Ariel | Fire Flower
“Feel?” He crushed a petal between his fingers, and the ash drifted down like sad snow. “This flower doesn’t grant feelings. It grants fire. Don’t you understand? The Solfyre Ignis burns from the inside. Hold it too long, and you don’t get legs. You get cinders. Your own personal, drowning flame.”
Ariel looked at the seed. She looked at the surface, where dawn was painting the waves gold. She thought of her father’s warning: You get cinders. But she also thought of the sixty heartbeats—of standing, of balance, of a future that didn’t taste of salt. ariel fire flower
Triton sealed the Fire Flower inside a volcanic geode and hurled it into the Abyssal Trench, where no merperson could follow. “Feel
For weeks, she kept it secret. She would swim to the shelf, touch the Fire Flower, and feel the transformation hover just beneath her scales. She could hold it for ten seconds, then twenty, then a full minute. Her tail would split, her fins would shrink, and for sixty glorious heartbeats, she had human legs. She would kick them in the water, laughing bubbles of pure joy. She learned to balance, to point her toes, to imagine walking on something solid and dry. Don’t you understand
For a moment, nothing happened. Then her gills sealed shut. Her tail burned with a pain like joy, like birth, like a star dying and being reborn all at once. She screamed bubbles, and Flounder screamed with her, and the sea rushed away.
In the iridescent depths of the Atlantic, where sunlight dies into a whisper of blue and the currents hum with old magic, Princess Ariel had a secret shelf. It wasn’t for treasures of the human world—no forks, no music boxes, no dinglehoppers. This shelf, carved into a coral outcrop just beyond her grotto, held only one thing: a single, blazing ember of impossible color.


▸ What is expected
Find the word "horizontal" in the data, then copy each line where it is found.

▸ Data for review
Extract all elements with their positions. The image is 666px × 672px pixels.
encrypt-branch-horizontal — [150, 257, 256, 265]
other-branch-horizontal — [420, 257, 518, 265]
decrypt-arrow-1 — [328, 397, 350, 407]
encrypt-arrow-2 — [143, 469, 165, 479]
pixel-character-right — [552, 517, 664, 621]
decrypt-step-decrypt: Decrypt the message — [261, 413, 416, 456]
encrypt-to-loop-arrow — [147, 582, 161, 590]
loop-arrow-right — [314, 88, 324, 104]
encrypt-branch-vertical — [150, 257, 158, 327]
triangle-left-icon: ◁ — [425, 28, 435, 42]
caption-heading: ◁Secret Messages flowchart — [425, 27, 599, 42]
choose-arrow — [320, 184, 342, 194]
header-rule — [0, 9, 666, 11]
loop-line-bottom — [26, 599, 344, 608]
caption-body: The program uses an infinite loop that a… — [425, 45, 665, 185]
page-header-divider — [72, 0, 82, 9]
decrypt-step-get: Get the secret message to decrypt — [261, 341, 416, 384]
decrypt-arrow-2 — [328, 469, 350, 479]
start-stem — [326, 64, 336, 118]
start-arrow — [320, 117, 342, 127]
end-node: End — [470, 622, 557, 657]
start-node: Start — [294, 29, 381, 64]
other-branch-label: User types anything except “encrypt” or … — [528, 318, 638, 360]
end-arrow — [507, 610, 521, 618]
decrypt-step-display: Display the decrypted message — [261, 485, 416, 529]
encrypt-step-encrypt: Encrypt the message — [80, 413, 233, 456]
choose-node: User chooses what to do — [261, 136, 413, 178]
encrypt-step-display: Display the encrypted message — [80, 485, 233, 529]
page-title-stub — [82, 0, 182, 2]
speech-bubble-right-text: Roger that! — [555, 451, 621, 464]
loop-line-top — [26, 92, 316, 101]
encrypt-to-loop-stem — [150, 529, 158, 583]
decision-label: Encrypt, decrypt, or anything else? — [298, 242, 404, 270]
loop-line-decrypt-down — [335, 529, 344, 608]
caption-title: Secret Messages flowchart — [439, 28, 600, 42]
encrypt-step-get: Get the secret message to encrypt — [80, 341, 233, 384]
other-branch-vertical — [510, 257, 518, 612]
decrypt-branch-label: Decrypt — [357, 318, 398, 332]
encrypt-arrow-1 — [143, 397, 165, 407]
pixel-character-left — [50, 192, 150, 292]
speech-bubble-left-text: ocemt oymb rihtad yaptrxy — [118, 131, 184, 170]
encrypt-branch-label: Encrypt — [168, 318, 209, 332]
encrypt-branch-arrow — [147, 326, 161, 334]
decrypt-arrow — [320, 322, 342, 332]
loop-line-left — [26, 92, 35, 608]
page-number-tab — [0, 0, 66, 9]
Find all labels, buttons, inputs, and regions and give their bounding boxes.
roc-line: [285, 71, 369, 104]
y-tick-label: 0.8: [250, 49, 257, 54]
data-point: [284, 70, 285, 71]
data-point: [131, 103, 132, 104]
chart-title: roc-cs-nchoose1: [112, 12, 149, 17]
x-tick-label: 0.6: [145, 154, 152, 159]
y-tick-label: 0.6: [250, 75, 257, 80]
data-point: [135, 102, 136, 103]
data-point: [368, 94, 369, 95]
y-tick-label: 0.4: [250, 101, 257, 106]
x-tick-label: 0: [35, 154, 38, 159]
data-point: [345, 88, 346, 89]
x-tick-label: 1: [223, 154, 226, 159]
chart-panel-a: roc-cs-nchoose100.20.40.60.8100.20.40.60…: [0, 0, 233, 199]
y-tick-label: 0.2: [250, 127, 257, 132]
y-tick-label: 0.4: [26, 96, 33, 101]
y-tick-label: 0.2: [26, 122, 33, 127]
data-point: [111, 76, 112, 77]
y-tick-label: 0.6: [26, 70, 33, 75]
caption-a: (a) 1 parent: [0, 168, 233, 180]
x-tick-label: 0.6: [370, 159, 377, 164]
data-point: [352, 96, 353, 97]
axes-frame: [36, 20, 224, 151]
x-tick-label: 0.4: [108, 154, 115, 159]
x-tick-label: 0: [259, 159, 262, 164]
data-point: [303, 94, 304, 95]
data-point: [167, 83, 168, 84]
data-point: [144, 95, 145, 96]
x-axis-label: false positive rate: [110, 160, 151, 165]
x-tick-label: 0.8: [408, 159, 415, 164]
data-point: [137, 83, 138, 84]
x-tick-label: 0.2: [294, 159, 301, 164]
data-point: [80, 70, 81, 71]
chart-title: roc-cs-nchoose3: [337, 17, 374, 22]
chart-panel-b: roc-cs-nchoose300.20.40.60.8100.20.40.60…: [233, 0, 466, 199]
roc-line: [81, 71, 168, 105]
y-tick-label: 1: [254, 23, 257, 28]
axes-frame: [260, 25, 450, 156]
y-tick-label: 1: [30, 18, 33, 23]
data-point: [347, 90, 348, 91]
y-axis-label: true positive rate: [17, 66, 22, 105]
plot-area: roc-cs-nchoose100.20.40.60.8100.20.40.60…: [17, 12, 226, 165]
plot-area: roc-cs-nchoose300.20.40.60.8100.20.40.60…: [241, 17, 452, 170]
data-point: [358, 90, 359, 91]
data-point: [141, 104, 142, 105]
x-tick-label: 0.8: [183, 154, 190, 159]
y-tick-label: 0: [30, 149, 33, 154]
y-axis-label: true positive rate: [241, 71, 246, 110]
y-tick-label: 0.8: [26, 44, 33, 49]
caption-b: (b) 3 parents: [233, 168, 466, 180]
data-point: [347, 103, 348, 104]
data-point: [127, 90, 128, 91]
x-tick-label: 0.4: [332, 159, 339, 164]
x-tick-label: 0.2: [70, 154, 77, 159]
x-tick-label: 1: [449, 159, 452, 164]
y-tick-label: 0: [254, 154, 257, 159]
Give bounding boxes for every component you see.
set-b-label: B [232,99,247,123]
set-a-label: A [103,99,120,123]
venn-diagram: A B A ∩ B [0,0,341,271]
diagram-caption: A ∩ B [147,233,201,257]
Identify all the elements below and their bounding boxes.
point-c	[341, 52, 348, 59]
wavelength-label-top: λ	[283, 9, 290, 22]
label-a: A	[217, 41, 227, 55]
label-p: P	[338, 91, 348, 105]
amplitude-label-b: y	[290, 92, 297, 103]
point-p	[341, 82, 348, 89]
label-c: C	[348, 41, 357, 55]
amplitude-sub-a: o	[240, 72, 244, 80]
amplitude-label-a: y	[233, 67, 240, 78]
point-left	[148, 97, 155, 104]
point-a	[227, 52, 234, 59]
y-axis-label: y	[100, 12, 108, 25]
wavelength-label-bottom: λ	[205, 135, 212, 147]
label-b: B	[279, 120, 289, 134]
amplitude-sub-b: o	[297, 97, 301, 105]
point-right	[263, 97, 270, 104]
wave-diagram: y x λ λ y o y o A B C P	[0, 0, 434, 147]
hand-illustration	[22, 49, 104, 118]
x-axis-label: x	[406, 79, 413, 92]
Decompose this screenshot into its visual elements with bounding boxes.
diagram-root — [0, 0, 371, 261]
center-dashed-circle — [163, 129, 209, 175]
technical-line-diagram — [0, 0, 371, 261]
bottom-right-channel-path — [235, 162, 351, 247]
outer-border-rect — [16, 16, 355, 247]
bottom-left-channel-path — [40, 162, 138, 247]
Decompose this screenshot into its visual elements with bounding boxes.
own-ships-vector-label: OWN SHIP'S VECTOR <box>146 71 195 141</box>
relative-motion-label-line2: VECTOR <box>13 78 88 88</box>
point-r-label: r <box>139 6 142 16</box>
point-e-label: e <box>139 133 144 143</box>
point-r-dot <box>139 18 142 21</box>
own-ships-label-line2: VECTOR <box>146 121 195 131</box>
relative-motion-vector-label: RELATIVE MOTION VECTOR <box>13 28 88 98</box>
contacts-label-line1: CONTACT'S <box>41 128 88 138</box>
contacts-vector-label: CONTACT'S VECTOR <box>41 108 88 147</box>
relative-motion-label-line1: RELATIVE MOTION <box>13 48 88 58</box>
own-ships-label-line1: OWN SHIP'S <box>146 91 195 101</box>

* * *

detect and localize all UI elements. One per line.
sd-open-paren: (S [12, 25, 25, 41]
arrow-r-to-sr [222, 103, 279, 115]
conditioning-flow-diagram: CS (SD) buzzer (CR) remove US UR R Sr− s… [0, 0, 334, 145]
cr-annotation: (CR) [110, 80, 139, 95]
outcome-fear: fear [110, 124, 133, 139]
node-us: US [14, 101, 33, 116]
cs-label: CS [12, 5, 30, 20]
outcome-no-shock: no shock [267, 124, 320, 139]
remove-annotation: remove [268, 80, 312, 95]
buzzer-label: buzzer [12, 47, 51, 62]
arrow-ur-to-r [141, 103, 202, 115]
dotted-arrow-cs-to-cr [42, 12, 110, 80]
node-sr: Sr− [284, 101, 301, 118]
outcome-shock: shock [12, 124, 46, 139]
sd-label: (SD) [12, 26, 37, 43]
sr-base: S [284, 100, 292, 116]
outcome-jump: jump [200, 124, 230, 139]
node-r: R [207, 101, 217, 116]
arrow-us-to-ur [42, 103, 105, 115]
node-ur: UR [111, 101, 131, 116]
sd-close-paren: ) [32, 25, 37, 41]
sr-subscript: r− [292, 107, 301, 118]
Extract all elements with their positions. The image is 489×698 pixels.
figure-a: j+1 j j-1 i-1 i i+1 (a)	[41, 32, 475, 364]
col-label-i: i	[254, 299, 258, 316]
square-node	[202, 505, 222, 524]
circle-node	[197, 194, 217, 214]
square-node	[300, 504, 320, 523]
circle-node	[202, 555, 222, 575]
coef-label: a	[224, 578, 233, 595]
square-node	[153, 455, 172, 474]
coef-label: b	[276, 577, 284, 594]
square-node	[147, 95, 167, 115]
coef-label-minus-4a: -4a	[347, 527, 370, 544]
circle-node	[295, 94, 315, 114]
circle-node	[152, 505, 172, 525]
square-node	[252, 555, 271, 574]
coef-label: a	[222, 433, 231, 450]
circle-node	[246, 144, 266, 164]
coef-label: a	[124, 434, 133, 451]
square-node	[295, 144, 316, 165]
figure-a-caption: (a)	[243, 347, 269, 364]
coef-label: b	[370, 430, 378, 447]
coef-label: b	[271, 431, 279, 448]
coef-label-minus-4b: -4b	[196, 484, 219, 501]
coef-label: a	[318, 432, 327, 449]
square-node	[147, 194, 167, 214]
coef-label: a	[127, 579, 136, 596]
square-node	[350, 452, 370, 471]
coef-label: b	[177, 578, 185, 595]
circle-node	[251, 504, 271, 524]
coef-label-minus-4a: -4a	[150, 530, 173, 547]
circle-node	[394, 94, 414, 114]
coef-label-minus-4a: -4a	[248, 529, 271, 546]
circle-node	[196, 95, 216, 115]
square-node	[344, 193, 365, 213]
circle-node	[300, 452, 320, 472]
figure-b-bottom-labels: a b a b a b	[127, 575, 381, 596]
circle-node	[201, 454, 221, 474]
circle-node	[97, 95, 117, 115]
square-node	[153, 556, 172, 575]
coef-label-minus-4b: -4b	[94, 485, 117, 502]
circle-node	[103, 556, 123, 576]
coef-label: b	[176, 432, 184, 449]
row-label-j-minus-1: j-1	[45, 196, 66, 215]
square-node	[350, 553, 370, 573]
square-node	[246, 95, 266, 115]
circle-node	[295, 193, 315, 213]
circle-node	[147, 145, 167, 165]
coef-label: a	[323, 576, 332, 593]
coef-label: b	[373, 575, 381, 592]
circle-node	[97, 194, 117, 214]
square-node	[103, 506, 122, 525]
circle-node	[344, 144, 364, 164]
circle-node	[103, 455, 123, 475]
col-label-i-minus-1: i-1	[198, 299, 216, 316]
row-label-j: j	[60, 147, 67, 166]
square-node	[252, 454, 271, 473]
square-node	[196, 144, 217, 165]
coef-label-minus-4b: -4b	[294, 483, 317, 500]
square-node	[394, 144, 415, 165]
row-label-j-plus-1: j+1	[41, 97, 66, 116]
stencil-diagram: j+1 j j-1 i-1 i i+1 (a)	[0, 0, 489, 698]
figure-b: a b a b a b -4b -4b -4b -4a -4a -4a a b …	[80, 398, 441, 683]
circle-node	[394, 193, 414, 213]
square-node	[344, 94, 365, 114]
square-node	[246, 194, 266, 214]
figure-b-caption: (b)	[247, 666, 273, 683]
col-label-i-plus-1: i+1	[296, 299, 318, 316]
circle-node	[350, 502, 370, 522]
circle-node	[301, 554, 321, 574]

▸ Your response
encrypt-branch-horizontal — [150, 257, 256, 265]
other-branch-horizontal — [420, 257, 518, 265]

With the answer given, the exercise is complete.